GOAL OF THE EXERCISE:
All of the records should be reproduced word for word, but no images may appear in the copy.

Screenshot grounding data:

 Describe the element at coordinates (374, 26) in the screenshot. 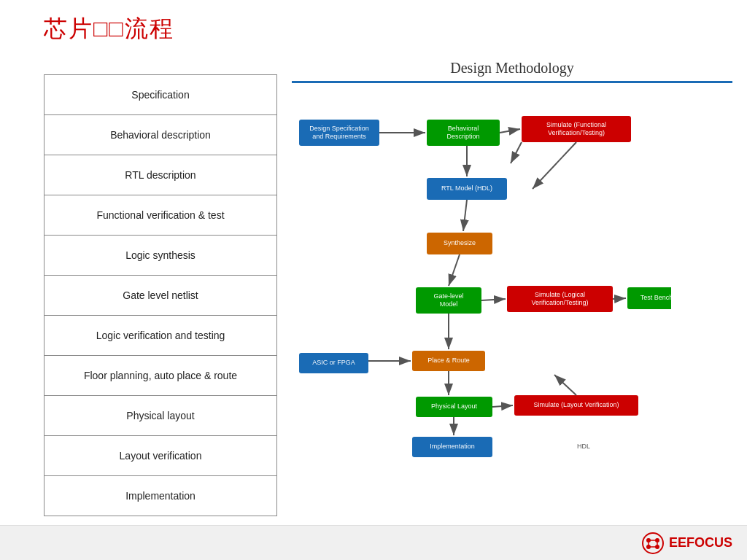

I see `page-title: 芯片□□流程` at that location.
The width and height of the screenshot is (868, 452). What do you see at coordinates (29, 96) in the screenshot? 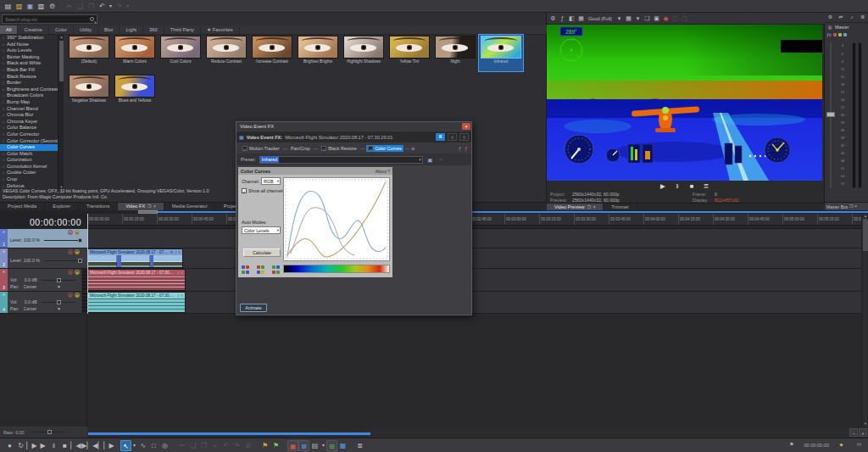
I see `plugin-list-item: ☆Broadcast Colors` at bounding box center [29, 96].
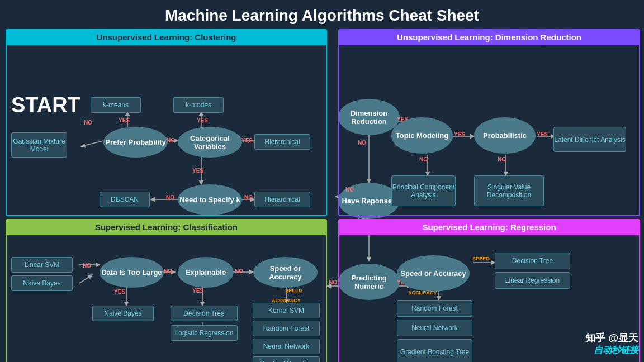 The width and height of the screenshot is (644, 362). Describe the element at coordinates (42, 265) in the screenshot. I see `linear-svm-box: Linear SVM` at that location.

REPLY TO THE TASK:
 Describe the element at coordinates (374, 26) in the screenshot. 

I see `page-title: 芯片□□流程` at that location.
The width and height of the screenshot is (868, 452). What do you see at coordinates (29, 96) in the screenshot? 
I see `plugin-list-item: ☆Broadcast Colors` at bounding box center [29, 96].
 The width and height of the screenshot is (644, 362). Describe the element at coordinates (42, 265) in the screenshot. I see `linear-svm-box: Linear SVM` at that location.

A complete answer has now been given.